Attorneys with the Independence Law Center filed an amended complaint in the case Tuesday to add the new students to the suit.

“Schools shouldn’t be robbing students of their legally protected personal privacy,” said Randall Wenger, chief counsel for the Independence Law Center, in a statement. “The children joining with the original student who filed this suit shouldn’t be forced into emotionally vulnerable situations like this when they are in the care of their schools. It’s a school’s duty to protect and respect the bodily privacy and dignity of all students. In this case, school officials are clearly ignoring that duty.”

The lawsuit was originally filed last month by the parents of an unidentified 11th-grade male student who objected after seeing a female who identifies as a male undressing in the high school boys locker room.

The Alliance Defending Freedom, an Arizona-based conservative Christian organization, is co-counseling the student and his family in the suit, along with the Independence Law Center, a Pennsylvania-based pro-bono legal organization dedicated to advancing civil rights.

Two weeks ago, the American Civil Liberties Union joined the legal dispute on the school district’s side. Reggi Shuford, executive director of the ACLU of Pennsylvania, said in a statement at the time the district “did the right thing in affirming and respecting their students’ gender identity.”

The ACLU, both the national and Pennsylvania chapters, intervened on behalf of another Boyertown student, Aidan DeStefano, a transgender student who asserts the reversal of the current policy would be harmful.

The ACLU’s intervention is also on behalf of the Pennsylvania Youth Congress.

“Transgender students just want what everyone else wants, to be accepted for who we are,” DeStefano said in a press release from the ACLU. “Reversing the practices that have allowed me and other trans kids to thrive at school would be devastating.”

In its brief, the ACLU argued “Plaintiff asks this Court to order the School District to prohibit transgender boys from continuing to use the boys’ facilities. Because they can’t possibly use the girls’ facilities any more than other boys could be expected to do so, if Plaintiff were to prevail, transgender students would be excluded from the facilities used by all other students and forced to use separate facilities that other students may choose to use, but no other student is required to use.”

Doing so “would send the powerfully stigmatizing message to transgender students – and all other students – that there is something so wrong with transgender students that their mere presence in the facilities used by their peers is unacceptable,” the ACLU argued.

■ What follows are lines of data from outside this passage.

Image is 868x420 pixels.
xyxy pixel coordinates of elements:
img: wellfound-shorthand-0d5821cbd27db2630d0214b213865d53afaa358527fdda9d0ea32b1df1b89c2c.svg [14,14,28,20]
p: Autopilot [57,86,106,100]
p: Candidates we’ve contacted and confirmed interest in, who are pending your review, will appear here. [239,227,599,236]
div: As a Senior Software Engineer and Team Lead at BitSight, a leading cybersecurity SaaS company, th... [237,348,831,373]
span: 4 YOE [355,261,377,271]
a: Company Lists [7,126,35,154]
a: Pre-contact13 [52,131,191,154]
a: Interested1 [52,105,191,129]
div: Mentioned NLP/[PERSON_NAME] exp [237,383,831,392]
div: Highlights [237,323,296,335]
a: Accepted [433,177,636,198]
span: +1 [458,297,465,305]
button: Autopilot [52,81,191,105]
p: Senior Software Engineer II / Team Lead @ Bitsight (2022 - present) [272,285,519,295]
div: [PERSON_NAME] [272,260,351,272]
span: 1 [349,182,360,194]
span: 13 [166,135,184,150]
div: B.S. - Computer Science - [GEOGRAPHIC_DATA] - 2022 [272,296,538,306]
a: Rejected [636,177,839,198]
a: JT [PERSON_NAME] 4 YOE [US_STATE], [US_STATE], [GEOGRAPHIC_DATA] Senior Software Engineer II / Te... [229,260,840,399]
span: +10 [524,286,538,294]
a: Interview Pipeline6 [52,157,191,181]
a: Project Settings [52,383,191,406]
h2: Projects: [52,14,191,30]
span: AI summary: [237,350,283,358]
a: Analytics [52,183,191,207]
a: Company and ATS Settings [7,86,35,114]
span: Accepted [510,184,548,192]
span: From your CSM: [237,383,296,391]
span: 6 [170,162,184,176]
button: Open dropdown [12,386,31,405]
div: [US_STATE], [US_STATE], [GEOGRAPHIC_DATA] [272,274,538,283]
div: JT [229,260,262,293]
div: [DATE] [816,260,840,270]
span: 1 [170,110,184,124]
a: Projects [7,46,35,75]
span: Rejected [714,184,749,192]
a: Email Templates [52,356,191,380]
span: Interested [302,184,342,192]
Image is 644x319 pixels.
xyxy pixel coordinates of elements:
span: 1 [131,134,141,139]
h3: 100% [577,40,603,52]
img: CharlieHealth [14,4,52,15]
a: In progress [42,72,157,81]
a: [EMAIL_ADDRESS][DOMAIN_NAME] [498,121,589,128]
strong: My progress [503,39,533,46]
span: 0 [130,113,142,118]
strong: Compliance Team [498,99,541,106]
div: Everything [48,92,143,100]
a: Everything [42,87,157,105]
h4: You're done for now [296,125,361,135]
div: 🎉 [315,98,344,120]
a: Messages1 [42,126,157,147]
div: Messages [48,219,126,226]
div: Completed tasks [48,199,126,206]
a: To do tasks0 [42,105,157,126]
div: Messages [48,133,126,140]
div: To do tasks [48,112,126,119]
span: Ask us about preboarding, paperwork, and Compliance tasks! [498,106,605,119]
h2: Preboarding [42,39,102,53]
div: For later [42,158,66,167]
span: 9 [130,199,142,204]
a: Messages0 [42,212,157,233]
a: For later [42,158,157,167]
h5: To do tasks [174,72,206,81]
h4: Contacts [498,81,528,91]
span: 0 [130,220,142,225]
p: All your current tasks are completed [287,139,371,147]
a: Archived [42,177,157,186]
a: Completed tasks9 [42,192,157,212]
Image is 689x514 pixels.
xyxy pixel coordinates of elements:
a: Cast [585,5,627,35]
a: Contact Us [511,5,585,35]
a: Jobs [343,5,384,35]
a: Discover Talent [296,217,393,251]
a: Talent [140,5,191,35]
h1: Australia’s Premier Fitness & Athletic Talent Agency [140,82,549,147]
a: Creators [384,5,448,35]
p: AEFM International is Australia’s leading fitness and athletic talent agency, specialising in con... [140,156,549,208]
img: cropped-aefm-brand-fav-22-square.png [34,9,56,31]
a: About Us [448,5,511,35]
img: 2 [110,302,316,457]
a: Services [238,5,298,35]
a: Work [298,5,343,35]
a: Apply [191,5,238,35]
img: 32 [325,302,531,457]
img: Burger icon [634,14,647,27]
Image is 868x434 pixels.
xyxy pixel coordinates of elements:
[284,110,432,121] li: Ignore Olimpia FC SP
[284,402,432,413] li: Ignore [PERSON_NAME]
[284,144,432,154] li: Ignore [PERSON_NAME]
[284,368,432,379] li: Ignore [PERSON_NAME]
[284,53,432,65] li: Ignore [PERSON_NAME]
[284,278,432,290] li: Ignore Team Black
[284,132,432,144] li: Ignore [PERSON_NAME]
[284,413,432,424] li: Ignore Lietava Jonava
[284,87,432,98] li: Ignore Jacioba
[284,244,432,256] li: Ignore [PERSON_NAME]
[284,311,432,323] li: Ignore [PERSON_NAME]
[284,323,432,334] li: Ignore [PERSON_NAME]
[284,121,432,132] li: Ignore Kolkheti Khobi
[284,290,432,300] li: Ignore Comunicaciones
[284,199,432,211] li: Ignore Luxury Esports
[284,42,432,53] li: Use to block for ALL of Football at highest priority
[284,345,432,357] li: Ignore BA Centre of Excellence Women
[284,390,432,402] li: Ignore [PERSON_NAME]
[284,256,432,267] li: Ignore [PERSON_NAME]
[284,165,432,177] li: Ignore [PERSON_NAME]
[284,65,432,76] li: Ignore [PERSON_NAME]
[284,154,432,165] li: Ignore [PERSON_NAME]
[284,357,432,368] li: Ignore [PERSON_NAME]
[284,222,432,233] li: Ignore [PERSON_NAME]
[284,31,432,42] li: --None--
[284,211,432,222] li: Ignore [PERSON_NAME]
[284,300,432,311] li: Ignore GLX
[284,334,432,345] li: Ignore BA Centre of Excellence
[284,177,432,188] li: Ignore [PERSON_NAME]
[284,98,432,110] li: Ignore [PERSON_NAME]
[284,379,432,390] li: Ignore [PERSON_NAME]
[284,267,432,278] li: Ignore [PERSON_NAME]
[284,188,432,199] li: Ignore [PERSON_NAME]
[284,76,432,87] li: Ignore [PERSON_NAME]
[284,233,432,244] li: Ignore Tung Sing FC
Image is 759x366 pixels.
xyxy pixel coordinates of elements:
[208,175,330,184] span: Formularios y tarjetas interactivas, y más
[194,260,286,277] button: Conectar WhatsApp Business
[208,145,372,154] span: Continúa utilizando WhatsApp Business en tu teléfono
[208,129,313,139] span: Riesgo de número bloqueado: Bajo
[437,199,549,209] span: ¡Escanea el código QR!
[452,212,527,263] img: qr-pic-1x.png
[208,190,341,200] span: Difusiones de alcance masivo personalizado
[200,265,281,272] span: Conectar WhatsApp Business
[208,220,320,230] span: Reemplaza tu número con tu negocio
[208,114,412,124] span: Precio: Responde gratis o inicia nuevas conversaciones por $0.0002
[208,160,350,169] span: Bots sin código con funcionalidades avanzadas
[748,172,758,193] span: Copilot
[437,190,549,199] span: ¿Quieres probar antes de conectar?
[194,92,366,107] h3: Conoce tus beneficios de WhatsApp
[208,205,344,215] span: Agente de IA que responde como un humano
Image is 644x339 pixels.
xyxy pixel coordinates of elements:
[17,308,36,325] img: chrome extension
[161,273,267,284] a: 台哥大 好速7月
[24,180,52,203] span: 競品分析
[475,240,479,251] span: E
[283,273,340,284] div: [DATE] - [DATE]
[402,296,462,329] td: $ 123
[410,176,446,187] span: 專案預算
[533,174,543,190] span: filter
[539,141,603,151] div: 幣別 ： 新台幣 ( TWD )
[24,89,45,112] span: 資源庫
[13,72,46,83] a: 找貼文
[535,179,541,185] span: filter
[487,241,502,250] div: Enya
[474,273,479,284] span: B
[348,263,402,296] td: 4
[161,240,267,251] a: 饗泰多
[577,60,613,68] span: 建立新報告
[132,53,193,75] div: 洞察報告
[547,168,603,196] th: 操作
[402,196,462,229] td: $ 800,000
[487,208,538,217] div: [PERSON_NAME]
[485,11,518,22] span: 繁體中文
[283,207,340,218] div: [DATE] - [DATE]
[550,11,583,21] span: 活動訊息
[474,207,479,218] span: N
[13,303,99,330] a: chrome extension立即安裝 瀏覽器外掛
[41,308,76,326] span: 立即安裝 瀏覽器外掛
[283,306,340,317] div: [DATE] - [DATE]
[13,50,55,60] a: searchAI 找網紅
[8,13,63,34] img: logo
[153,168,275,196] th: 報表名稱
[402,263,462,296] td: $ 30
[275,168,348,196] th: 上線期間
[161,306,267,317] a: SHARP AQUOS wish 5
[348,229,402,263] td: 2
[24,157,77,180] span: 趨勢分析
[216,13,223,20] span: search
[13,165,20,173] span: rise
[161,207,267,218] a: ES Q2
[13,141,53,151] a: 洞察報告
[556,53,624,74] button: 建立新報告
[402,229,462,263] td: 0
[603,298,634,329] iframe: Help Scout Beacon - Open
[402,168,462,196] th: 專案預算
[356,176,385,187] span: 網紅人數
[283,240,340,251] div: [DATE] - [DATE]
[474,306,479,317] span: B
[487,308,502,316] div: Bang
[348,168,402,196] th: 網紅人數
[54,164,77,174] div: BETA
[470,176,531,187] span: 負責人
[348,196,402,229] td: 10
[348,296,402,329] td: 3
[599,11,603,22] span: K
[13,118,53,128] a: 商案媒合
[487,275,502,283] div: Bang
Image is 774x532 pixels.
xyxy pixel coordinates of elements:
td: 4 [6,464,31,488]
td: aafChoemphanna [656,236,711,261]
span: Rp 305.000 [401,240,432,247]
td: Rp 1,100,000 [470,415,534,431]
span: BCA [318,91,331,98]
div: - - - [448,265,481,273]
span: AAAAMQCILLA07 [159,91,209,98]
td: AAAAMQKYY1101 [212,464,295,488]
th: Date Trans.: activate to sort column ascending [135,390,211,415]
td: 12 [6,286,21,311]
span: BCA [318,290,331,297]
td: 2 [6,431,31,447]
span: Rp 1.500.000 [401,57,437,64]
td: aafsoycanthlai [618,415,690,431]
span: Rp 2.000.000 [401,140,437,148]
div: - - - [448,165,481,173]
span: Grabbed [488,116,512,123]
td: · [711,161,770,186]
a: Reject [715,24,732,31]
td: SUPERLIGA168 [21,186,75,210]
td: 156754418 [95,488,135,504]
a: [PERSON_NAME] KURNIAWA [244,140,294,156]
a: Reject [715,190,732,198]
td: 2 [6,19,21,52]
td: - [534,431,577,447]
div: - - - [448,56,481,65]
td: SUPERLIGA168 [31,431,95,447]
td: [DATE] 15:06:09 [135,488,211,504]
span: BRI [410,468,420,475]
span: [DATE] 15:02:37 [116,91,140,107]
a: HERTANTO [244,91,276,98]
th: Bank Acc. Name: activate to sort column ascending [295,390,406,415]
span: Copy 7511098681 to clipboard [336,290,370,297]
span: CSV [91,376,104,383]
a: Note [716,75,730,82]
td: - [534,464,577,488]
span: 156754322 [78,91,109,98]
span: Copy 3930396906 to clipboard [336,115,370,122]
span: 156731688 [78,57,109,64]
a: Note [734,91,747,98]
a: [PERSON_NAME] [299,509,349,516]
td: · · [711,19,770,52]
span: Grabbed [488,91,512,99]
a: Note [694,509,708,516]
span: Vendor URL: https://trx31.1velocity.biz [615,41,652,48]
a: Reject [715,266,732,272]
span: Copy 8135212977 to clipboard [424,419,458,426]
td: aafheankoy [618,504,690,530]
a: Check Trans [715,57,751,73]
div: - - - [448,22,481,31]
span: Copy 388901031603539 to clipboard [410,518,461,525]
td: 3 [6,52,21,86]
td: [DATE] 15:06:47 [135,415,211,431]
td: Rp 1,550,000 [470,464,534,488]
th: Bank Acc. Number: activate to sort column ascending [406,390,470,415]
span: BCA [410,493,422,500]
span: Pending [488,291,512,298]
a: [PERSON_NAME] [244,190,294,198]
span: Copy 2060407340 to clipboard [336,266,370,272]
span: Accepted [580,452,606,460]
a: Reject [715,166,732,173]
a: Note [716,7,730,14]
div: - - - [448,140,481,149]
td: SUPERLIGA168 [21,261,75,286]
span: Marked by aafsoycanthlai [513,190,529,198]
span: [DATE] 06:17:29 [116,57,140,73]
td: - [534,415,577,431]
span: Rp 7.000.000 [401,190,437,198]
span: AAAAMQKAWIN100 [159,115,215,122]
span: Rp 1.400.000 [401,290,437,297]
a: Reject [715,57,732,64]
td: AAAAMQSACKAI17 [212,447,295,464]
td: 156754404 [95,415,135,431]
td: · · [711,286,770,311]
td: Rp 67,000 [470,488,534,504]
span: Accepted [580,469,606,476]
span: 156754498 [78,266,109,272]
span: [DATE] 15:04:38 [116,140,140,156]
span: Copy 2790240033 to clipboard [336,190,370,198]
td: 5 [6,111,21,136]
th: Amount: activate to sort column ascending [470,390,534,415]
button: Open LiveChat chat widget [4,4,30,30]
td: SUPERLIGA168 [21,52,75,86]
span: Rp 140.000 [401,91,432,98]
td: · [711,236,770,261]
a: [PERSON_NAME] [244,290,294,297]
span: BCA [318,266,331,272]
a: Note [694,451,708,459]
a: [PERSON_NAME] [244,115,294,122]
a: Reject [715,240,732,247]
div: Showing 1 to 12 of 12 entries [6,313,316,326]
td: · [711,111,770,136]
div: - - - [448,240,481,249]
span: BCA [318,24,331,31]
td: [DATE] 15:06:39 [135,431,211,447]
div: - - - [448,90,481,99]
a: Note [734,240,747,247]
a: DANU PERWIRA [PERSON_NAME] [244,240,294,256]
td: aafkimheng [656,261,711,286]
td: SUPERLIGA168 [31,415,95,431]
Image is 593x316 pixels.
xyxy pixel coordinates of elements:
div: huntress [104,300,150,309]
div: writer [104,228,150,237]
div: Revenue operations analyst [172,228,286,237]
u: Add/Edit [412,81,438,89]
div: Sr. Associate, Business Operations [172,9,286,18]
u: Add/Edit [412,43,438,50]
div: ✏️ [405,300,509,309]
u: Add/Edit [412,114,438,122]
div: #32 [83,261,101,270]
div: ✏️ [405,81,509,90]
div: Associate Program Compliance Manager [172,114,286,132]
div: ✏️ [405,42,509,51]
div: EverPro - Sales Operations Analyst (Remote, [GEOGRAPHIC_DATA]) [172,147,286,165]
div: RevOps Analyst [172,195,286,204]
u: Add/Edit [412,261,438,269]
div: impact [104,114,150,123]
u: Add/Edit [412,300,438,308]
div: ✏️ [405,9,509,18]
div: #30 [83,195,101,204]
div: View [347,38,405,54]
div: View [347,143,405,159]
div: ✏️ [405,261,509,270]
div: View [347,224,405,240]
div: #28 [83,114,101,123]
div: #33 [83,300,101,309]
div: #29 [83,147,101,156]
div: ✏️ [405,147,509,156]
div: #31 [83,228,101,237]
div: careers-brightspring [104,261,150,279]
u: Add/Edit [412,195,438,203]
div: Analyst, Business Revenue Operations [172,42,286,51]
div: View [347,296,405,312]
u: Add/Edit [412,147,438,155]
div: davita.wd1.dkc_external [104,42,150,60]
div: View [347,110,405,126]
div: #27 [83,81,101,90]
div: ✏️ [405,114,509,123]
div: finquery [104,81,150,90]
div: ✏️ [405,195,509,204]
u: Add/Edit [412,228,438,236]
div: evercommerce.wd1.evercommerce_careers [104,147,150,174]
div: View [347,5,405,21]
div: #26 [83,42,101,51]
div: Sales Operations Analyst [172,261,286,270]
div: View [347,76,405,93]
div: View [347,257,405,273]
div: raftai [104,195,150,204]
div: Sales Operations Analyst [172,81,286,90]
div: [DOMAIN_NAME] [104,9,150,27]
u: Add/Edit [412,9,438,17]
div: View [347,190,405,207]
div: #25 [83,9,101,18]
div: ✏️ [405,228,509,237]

At its March 28 meeting, the Boyertown Area School Board voted 6-3 to reject a proposal from Joel Doe’s lawyers who offered to drop the suit if the district agreed to alter its policy to comply with four demands.

The demands the board rejected would have the district declare that all bathrooms, locker rooms, and changing areas accessible to multiple people at the same time are to be designated for use based on biological/anatomical sex only. And that no person, unless they are a member of that sex, may enter those multi-user areas. Any single-use facility such as a bathroom may be used by persons of either sex.

The school district issued an announcement on Wednesday, March 29, recognizing the audience for listening to one another and sharing their opinions with the board.

“Our community demonstrated that we can have disagreements – even sharp disagreements – over a highly controversial subject, but, hopefully, we can also agree that no single issue is so great that it will ever divide us, and distract us from our mission of providing the very best education to every one of our students,” Superintendent Richard Faidley wrote in the district’s announcement.

The district will continue to provide updates regarding this lawsuit through its website and at future meetings.

The case in Boyertown is the second in Pennsylvania dealing with the subject of transgender rights. In Western Pennsylvania, three transgender students are suing the Pine-Richland School District to allow them to use the bathrooms they want, according to the Pittsburgh Post-Gazette.

School districts across our area are operating under a wait and see policy in response to the suits.

During a recent Spring-Ford Area School Board meeting, the lawsuit in Boyertown and the issues with which it wrestles were a topic of discussion. That board took the advice of Solicitor Mark Fitzgerald and the Pennsylvania School Boards Association, and decided to wait for a legal ruling before making any decisions.

The board policy committee has a draft on transgender students its been working on but has had to shelve it for the mean time, Assistant Superintendent Allyn Roche said. The policy addresses transgender access to locker rooms and bathrooms among other things.

“It’s on our agenda every month for us to talk about,” he said. “But with the unsure court cases, we’re really not ready to make a line in the sand at this time. We’re waiting there. So we do have a draft.”

Last spring, the Pottsgrove School Board’s policy committee made moves to address the issue in the wake of former President Obama’s issuing of guidance on how schools should handle transgender bathroom and locker room issues in the wake of a restrictive law in North Carolina which was just reversed this week.

Since the Boyertown lawsuit made headlines, the matter was raised on a Pottsgrove discussion page on Facebook.

On March 23, Pottsgrove School Board member Rick Rabinowitz, who manages the page, responded to questions and opinions by writing, “when it comes to this issue, the above debate illustrates the complexity and difficulty schools will have in coming up with a policy that works for everyone. Just because we have not yet done so does not mean that we have not been and are not being proactive.”

Rabinowitz further wrote, “the Boyertown case illustrates, to me, that hastiness is not always the right way to go. Each of our personal views on this matter may be different, but our first obligation is to comply with the law, and that law is a moving target right now. Our second obligation is to avoid decisions that might expose us (and thus the taxpayers) to costly legal cases and our equal obligation to that is to the students whether they are or are not transgender. We are taking our time to get this right.”

Digital First Media staff writers Evan Brandt and Rebecca Blanchard contributed to this report.